Barrister Peter Morcos (OE 1999-2006) was the Guest of Honour at this month’s Queen Elizabeth’s School Junior Awards Ceremony.
Called to the Bar by Inner Temple in 2012, Peter began his legal career fresh from winning a string of awards during his higher education, which took him to the University of Pennsylvania, Lincoln College, Oxford, and London’s BPP College of Law.
He left QE to take up his place at Oxford, in 2006, having gained straight A grades in A-levels in Chemistry, English Literature, French and Mathematics.
In his speech at Junior Awards, Peter, who now lives in Holloway, related one particularly vivid memory of his own time in Year 9 to prize-winners, who were from Years 7–9.
“It was a cold February afternoon. The Year 9 QE Rugby C Team, for which I played centre, was lining up for an away game against Merchant Taylor’s.
“All 15 of us were bright young men, I like to think. Which is why it took us approximately five seconds to realise we were shorter, smaller and scrawnier than the other side. Still, we battled gamely for the opening 20 minutes, keeping the score at 0-0. Finally, however, our staunch defence was breached and the other side scored a try.
“Our captain, Simon, …gave a rousing speech; real blood and thunder stuff. Each and every one of us thought the same thing, I think: ‘We may be the underdogs here, but we can turn this around’. We lined up underneath the posts, scraped and muddy, but ready to bellow our defiance. The conversion came in, and our eyes lit up. It was going just low, and our comeback was set to start.
“Alas, Simon had already leapt to intercept the conversion. He stretched out, pushing the ball with his fingertips. And in so doing he managed to alter the ball’s trajectory; a ball that would have missed by centimetres instead tipped inches over. The conversion was good, and our resistance was broken. We were walloped 37-0.”
And the moral he drew from this “embarrassing defeat” for the benefit of the prize-winners? “True failure only comes once you admit defeat. Until that time, you are still in the game and with enough hard work success is still possible.”
His second piece of advice for the boys was: “When you decide to do something, do it with energy. Do not do it half-heartedly or begrudgingly. Do it happily; do it with ambition.”
During the ceremony, Peter presented more than 100 prizes to the boys, covering not only academic subjects, but also house awards, prizes for commitment and a number of endowed prizes and special awards.
Peter is no stranger to receiving awards himself: over the past six years alone, he has won six, beginning with a Lincoln College award in 2009 for his performance in Finals in his Jurisprudence degree. As an undergraduate there, he was Junior Common Room President and also an Academic Disciplinary Committee Representative.
He was back at the college from 2010–2011 and gained a similar award for his performance on his BCL graduate law course. He then won the Oxford Pro Bono Publico Scholarship to fund his work as a caseworker at the AIRE Centre (Advice on Individual Rights in Europe), a charity where he worked for a few months at the end of 2009 and then again in the summer of 2011.
In the same year, he was awarded an Exhibition by Inner Temple to study the Bar Professional Training Course, which he completed at the BPP College of Law, being graded outstanding. While he studied for an LLM Master of Laws degree in Pennsylvania, in which he graduated with distinction, Peter was awarded both the Withers LLP Scholarship and the Dean’s Scholarship by the university’s Law School.
He now works as a barrister at New Square Chambers in London, with a practice specialising in commercial and public law. Recent cases have included appearing as junior counsel for a Jordanian company in relation to an $80m dispute concerning the construction of a power station in Iraq and as part of a counsel team in a multi-million pound public procurement arbitration relating to a UK defence project. He was also sole counsel successfully representing a Member of Parliament in a civil claim arising out of the discharge of her official duties.
Other high-flying legal alumni who have left the School since the start of the new millennium include Peter’s contemporary, Daniel Isenberg (1999-2006) who went up to Pembroke College, Cambridge, in 2007 and took a double first in History, following in the footsteps of barrister Tom Cleaver, who was at Cambridge from 2004 to 2007 and took a starred first, also in History.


## REQUIRED ACTION
In your output, repeat each entry exactly and include no pictures.

## LISTED RECORDS
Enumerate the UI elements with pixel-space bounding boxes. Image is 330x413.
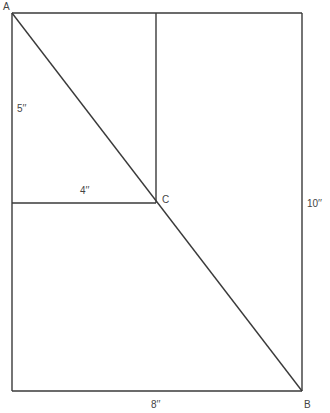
- geometry-diagram: A B C 5′′ 4′′ 10′′ 8′′: [0, 0, 330, 413]
- diagonal-a-b: [12, 13, 302, 391]
- measurement-outer-height: 10′′: [307, 198, 322, 209]
- point-label-b: B: [304, 399, 311, 410]
- measurement-inner-width: 4′′: [80, 185, 89, 196]
- point-label-c: C: [162, 194, 169, 205]
- point-label-a: A: [3, 1, 10, 12]
- measurement-inner-height: 5′′: [17, 103, 26, 114]
- measurement-outer-width: 8′′: [151, 399, 160, 410]
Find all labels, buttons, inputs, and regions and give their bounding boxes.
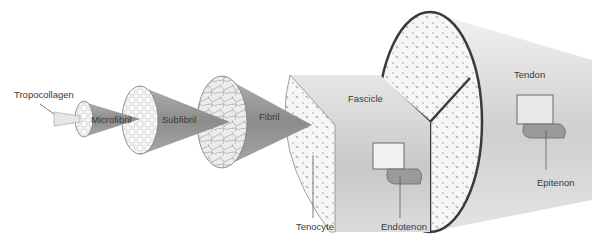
tropocollagen [40,104,80,126]
endotenon-flap [387,169,422,184]
epitenon-flap [523,124,565,138]
label-subfibril: Subfibril [162,114,196,125]
endotenon-window [373,143,404,169]
epitenon-window [517,95,553,124]
label-microfibril: Microfibril [91,114,132,125]
tropocollagen-leader [40,104,54,114]
label-fascicle: Fascicle [348,93,383,104]
label-endotenon: Endotenon [381,221,427,232]
label-tenocyte: Tenocyte [296,221,334,232]
label-fibril: Fibril [259,111,280,122]
label-tropocollagen: Tropocollagen [14,89,74,100]
tendon-structure-diagram: Tropocollagen Microfibril Subfibril Fibr… [0,0,592,239]
label-epitenon: Epitenon [537,177,575,188]
label-tendon: Tendon [514,69,545,80]
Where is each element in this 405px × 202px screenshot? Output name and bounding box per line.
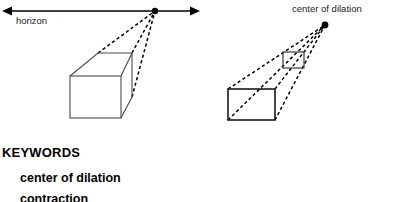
dilation-ray-top-left: [228, 25, 325, 89]
dilation-ray-bottom-left: [228, 25, 325, 120]
horizon-left-arrow-icon: [2, 7, 12, 16]
horizon-right-arrow-icon: [190, 7, 200, 16]
dilation-preimage-rectangle: [228, 89, 275, 120]
center-of-dilation-label: center of dilation: [292, 4, 362, 14]
figure-page: horizon center of dilation KEYWORDS cent…: [0, 0, 405, 202]
keyword-item: contraction: [20, 193, 88, 202]
keywords-heading: KEYWORDS: [2, 146, 80, 159]
dilation-ray-bottom-right: [275, 25, 325, 120]
perspective-ray-top-left: [98, 11, 155, 53]
perspective-ray-top-right: [132, 11, 155, 53]
dilation-diagram: [228, 22, 328, 120]
perspective-ray-bottom-right: [132, 11, 155, 97]
prism-top-face: [70, 53, 132, 76]
prism-front-face: [70, 76, 121, 118]
horizon-label: horizon: [16, 16, 47, 26]
center-of-dilation-dot: [322, 22, 329, 29]
keyword-item: center of dilation: [20, 172, 121, 185]
prism-edge-bottom-right-receding: [121, 97, 132, 118]
dilation-rays: [228, 25, 325, 120]
rectangular-prism: [70, 53, 132, 118]
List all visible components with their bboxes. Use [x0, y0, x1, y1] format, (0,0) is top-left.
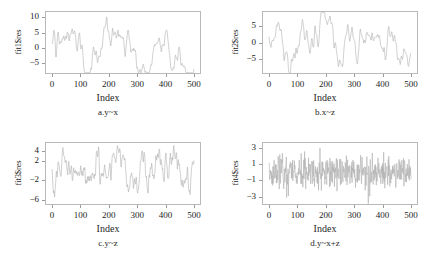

## SOLUTION TO THE EXERCISE
Enumerate the UI elements with pixel-space bounding boxes. Image is 330x413.
- geometry-diagram: A B C 5′′ 4′′ 10′′ 8′′: [0, 0, 330, 413]
- diagonal-a-b: [12, 13, 302, 391]
- measurement-outer-height: 10′′: [307, 198, 322, 209]
- point-label-b: B: [304, 399, 311, 410]
- measurement-inner-width: 4′′: [80, 185, 89, 196]
- point-label-c: C: [162, 194, 169, 205]
- point-label-a: A: [3, 1, 10, 12]
- measurement-inner-height: 5′′: [17, 103, 26, 114]
- measurement-outer-width: 8′′: [151, 399, 160, 410]
Find all labels, buttons, inputs, and regions and give their bounding boxes.
tropocollagen [40,104,80,126]
endotenon-flap [387,169,422,184]
epitenon-flap [523,124,565,138]
label-subfibril: Subfibril [162,114,196,125]
endotenon-window [373,143,404,169]
epitenon-window [517,95,553,124]
label-microfibril: Microfibril [91,114,132,125]
tropocollagen-leader [40,104,54,114]
label-fascicle: Fascicle [348,93,383,104]
label-endotenon: Endotenon [381,221,427,232]
label-tenocyte: Tenocyte [296,221,334,232]
label-fibril: Fibril [259,111,280,122]
label-tropocollagen: Tropocollagen [14,89,74,100]
tendon-structure-diagram: Tropocollagen Microfibril Subfibril Fibr… [0,0,592,239]
label-epitenon: Epitenon [537,177,575,188]
label-tendon: Tendon [514,69,545,80]
Where is each element in this 405px × 202px screenshot? Output name and bounding box per line.
dilation-ray-top-left: [228, 25, 325, 89]
dilation-ray-bottom-left: [228, 25, 325, 120]
horizon-left-arrow-icon: [2, 7, 12, 16]
horizon-right-arrow-icon: [190, 7, 200, 16]
dilation-preimage-rectangle: [228, 89, 275, 120]
center-of-dilation-label: center of dilation: [292, 4, 362, 14]
figure-page: horizon center of dilation KEYWORDS cent…: [0, 0, 405, 202]
keyword-item: contraction: [20, 193, 88, 202]
keywords-heading: KEYWORDS: [2, 146, 80, 159]
dilation-ray-bottom-right: [275, 25, 325, 120]
perspective-ray-top-left: [98, 11, 155, 53]
perspective-ray-top-right: [132, 11, 155, 53]
dilation-diagram: [228, 22, 328, 120]
perspective-ray-bottom-right: [132, 11, 155, 97]
prism-top-face: [70, 53, 132, 76]
prism-front-face: [70, 76, 121, 118]
horizon-label: horizon: [16, 16, 47, 26]
center-of-dilation-dot: [322, 22, 329, 29]
keyword-item: center of dilation: [20, 172, 121, 185]
prism-edge-bottom-right-receding: [121, 97, 132, 118]
dilation-rays: [228, 25, 325, 120]
rectangular-prism: [70, 53, 132, 118]
List all visible components with their bboxes. Use [x0, y0, x1, y1] format, (0,0) is top-left.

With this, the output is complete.